By Jeremy Chapman
While sad golf junkies like me were setting alarm clocks so as not to miss even one drive of the Hong Kong Open coverage, under the floodlights at the Winstar Casino resort in Thackerville, Oklahoma, big Tim Burke was celebrating his second World Long Drive title.
The 6ft 6in Floridian’s puny 394-yard lash was still good enough to beat surprise finalist Jeremy Easerly, who could only get it out there a pathetic 386.
But Easerly wouldn’t have been thereif hot favourite Jamie Sadlowski, a Canadian who regularly thumps it well over 400, had managed to get even one of his drives within the confines of the 60-yard-wide grid in his allotted time in their semi-final.
Sadlowski, another two-time champion, is a freak because he’s only 12st and built more for speed than power. The secret of his success is that being a lefty at ice hockey he can hit a golf ball 300 yards that way round. In effect, he possesses two ‘right’ wrists.
CBS commentator Gary McCord says Jamie’s exceptional length – he has a personal best of 445 yards and, in a Hawaii shootout with Bubba Watson, smashed him by 60 yards (407 to 347) – is “because he’s figured out how to move his muscles in time and space faster than the big guys”.
I mention all this because if you put most of these guys on a golf course in a PGA Tour environment they couldn’t make a cut… or even get near it.

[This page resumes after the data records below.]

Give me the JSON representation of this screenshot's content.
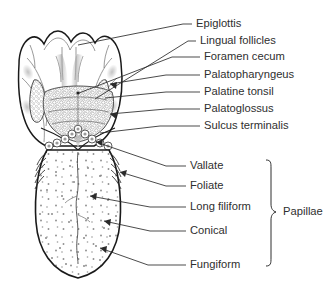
{
  "figure": {
    "background_color": "#ffffff",
    "line_color": "#1a1a1a",
    "text_color": "#2f2f2f"
  },
  "labels": {
    "upper": [
      {
        "id": "epiglottis",
        "text": "Epiglottis",
        "x": 196,
        "y": 24
      },
      {
        "id": "lingual-follicles",
        "text": "Lingual follicles",
        "x": 200,
        "y": 41
      },
      {
        "id": "foramen-cecum",
        "text": "Foramen cecum",
        "x": 204,
        "y": 57
      },
      {
        "id": "palatopharyngeus",
        "text": "Palatopharyngeus",
        "x": 204,
        "y": 75
      },
      {
        "id": "palatine-tonsil",
        "text": "Palatine tonsil",
        "x": 204,
        "y": 92
      },
      {
        "id": "palatoglossus",
        "text": "Palatoglossus",
        "x": 204,
        "y": 109
      },
      {
        "id": "sulcus-terminalis",
        "text": "Sulcus terminalis",
        "x": 204,
        "y": 126
      }
    ],
    "lower": [
      {
        "id": "vallate",
        "text": "Vallate",
        "x": 190,
        "y": 166
      },
      {
        "id": "foliate",
        "text": "Foliate",
        "x": 190,
        "y": 186
      },
      {
        "id": "long-filiform",
        "text": "Long filiform",
        "x": 190,
        "y": 207
      },
      {
        "id": "conical",
        "text": "Conical",
        "x": 190,
        "y": 231
      },
      {
        "id": "fungiform",
        "text": "Fungiform",
        "x": 190,
        "y": 265
      }
    ],
    "group": {
      "id": "papillae",
      "text": "Papillae",
      "x": 283,
      "y": 212
    }
  }
}
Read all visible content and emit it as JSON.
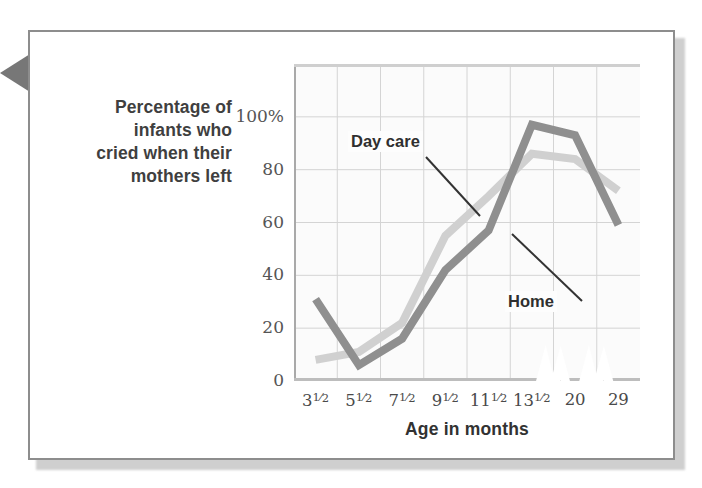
{
  "figure": {
    "pointer_tab_icon": "left-triangle-pointer-icon",
    "frame_border_color": "#8d8d8d",
    "background_color": "#ffffff"
  },
  "chart_data": {
    "type": "line",
    "title": "",
    "xlabel": "Age in months",
    "ylabel": "Percentage of infants who cried when their mothers left",
    "ylabel_lines": [
      "Percentage of",
      "infants who",
      "cried when their",
      "mothers left"
    ],
    "categories": [
      "3½",
      "5½",
      "7½",
      "9½",
      "11½",
      "13½",
      "20",
      "29"
    ],
    "category_parts": [
      {
        "whole": "3",
        "num": "1",
        "den": "2"
      },
      {
        "whole": "5",
        "num": "1",
        "den": "2"
      },
      {
        "whole": "7",
        "num": "1",
        "den": "2"
      },
      {
        "whole": "9",
        "num": "1",
        "den": "2"
      },
      {
        "whole": "11",
        "num": "1",
        "den": "2"
      },
      {
        "whole": "13",
        "num": "1",
        "den": "2"
      },
      {
        "whole": "20",
        "num": "",
        "den": ""
      },
      {
        "whole": "29",
        "num": "",
        "den": ""
      }
    ],
    "ylim": [
      0,
      120
    ],
    "yticks": [
      0,
      20,
      40,
      60,
      80,
      100
    ],
    "ytick_labels": [
      "0",
      "20",
      "40",
      "60",
      "80",
      "100%"
    ],
    "grid": true,
    "legend_position": "inline-annotations",
    "series": [
      {
        "name": "Home",
        "color": "#8f8f8f",
        "values": [
          31,
          6,
          16,
          42,
          57,
          97,
          93,
          59
        ]
      },
      {
        "name": "Day care",
        "color": "#d0d0d0",
        "values": [
          8,
          11,
          22,
          55,
          70,
          86,
          84,
          72
        ]
      }
    ],
    "annotations": [
      {
        "text": "Day care",
        "series": "Day care"
      },
      {
        "text": "Home",
        "series": "Home"
      }
    ],
    "axis_breaks": 2
  }
}
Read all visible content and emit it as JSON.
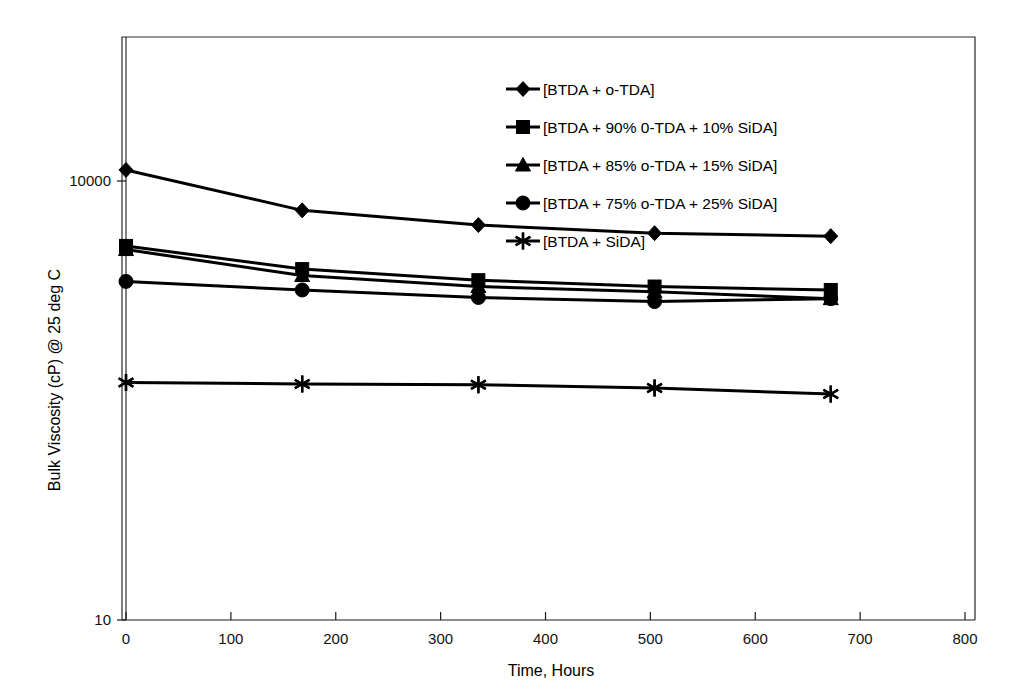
{
  "chart_data": {
    "type": "line",
    "title": "",
    "xlabel": "Time, Hours",
    "ylabel": "Bulk Viscosity (cP) @ 25 deg C",
    "x": [
      0,
      168,
      336,
      504,
      672
    ],
    "xlim": [
      0,
      800
    ],
    "ylim": [
      10,
      30000
    ],
    "yscale": "log",
    "grid": false,
    "legend_position": "upper-center",
    "xticks": [
      "0",
      "100",
      "200",
      "300",
      "400",
      "500",
      "600",
      "700",
      "800"
    ],
    "xtick_values": [
      0,
      100,
      200,
      300,
      400,
      500,
      600,
      700,
      800
    ],
    "yticks": [
      "10",
      "10000"
    ],
    "ytick_values": [
      10,
      10000
    ],
    "series": [
      {
        "name": "[BTDA + o-TDA]",
        "marker": "diamond",
        "values": [
          11900,
          6300,
          5000,
          4400,
          4200
        ]
      },
      {
        "name": "[BTDA + 90% 0-TDA + 10% SiDA]",
        "marker": "square",
        "values": [
          3600,
          2500,
          2100,
          1900,
          1800
        ]
      },
      {
        "name": "[BTDA + 85% o-TDA + 15% SiDA]",
        "marker": "triangle",
        "values": [
          3400,
          2260,
          1900,
          1750,
          1570
        ]
      },
      {
        "name": "[BTDA + 75% o-TDA + 25% SiDA]",
        "marker": "circle",
        "values": [
          2060,
          1800,
          1600,
          1500,
          1570
        ]
      },
      {
        "name": "[BTDA + SiDA]",
        "marker": "asterisk",
        "values": [
          420,
          410,
          405,
          385,
          350
        ]
      }
    ]
  },
  "colors": {
    "ink": "#000000",
    "axis": "#1a1a1a",
    "background": "#ffffff"
  }
}
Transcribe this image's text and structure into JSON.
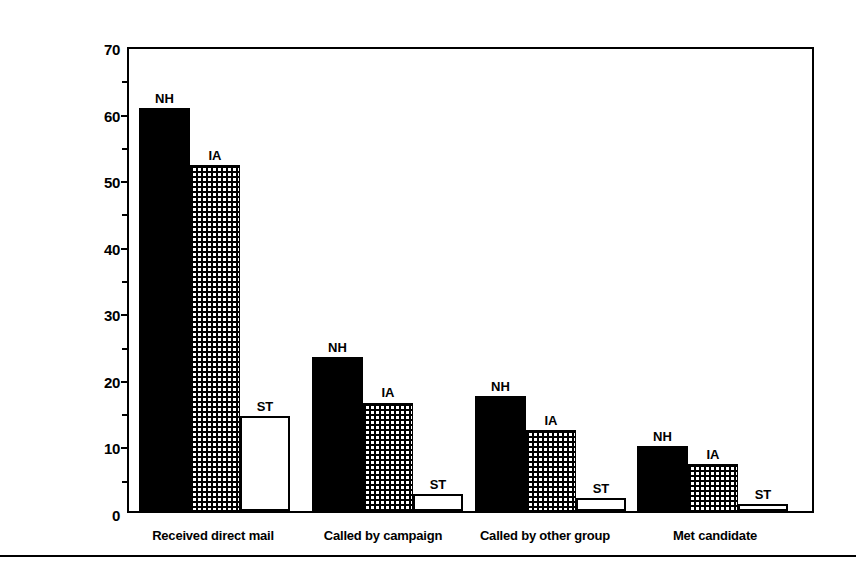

The two exceptions were Lon Hinkle, the 1980 champion who won three times on the PGA Tour, and Dennis Paulson, world long-drive king with 323 yards in 1985 and play-off conqueror of the great David Duval 15 years later at the Buick Classic when ‘DD’ was at the height of his powers and fighting out for the world No.1 spot with Tiger.
Ironically, powerhouse Paulson’s lone PGA victory came on one of the Tour’s shortest courses, the 6,722-yard Westchester Country Club!
A few years before Paulson won his long-drive title, I was privileged to play with the very first champion, a guy called Evan ‘Big Cat’ Williams (not to be confused with Cleveland ‘Big Cat’ Williams, butchered in three rounds by Muhammad Ali for the world heavyweight title in 1966) in a very plush pro-am in Morocco hosted by the golf-mad King Hassan II.
One or two of the lowly journos covering the event were invited to take part and Williams was there not for his golf prowess, but because he’d just hammered it 359 yards to retain his WLD crown.
The first thing he did was to apologise profusely to the three amateurs that he’d be teeing off with a four-wood because the only driver he had that would keep the ball within the confines of the Royal Dar Es Salam course had cracked and was not fit for purpose.
Fair play, he wasn’t the worst golfer in the world, just a little clumsy around the green. I could usually get past his four-wood with my two best and, if memory serves, the Cat got it round in 74 on a championship layout.
Incidentally, the worst pro I ever encountered was a Welshman teaching the game at a German driving-range who brought two of his virtual beginners to a pro-am at Estoril and I was asked to make up the team. He shot exactly 50-over-par for 54 holes on a very short-but-tricky par-69 layout and, surprise, surprise, we finished last. Ah, but he ‘playze such vunderfull golf at home’, crooned one of the Germans who clearly regarded him as God. More oh-mi-God that week.
Only one Brit has been crowned World Long Drive champ, and that was Joe Miller, an 18st giant from Barnet, whose winning blow of 414 yards with a 3-degree X-HOT Callaway driver did the trick three years ago.
Miller, by the way, holds the record for the longest unassisted drive anywhere, a 560-yarder on his local course, although Carl Cooper’s caddie claimed his man had hit it 787 in the 2002 Texas Open – the distance, he said, from the tee shot at the third to where it came to rest by the 12th tee after careering along a cart path and veering on to an unpaved maintenance road without going OB.
So where’s all this taking us? Just to put most club golfers’ obsession and fascination with length and sheer brute power into perspective. Why do you think John Daly made (and lost) so much money? Only because from the time he burst on the scene by winning the 1991 USPGA right through to 2003, he was the ONLY player clocking over 300 yards on the long-driving table. No wonder every sponsor wanted him. The Wild Thing was a sideshow who put bums on seats. The big surprise is that people still flock to watch him, even though there are plenty who knock it past him now.
But length isn’t golf. Zach Johnson demonstrated that at The Open and Jordan Spieth, no monster either, wrapped up two Majors (almost four) en route to becoming world No.1.
’Twas ever thus, at least until Tiger came along. Legends Bobby Locke and Peter Thomson won nine Opens between them without getting within hailing distance of the longest drivers of their day, men like big Dave Thomas.
Locke actually only carried it around 220 through the air but, with his exaggerated hook-spin, the ball went a fair bit further than that. Besides, he liked going first with his approaches to put opponents under pressure.
And did you know you need to go down to 15th place and the name of Thomas Pieters on the European Tour power table before you find a winner? No need for us shorties to give up the ghost just yet!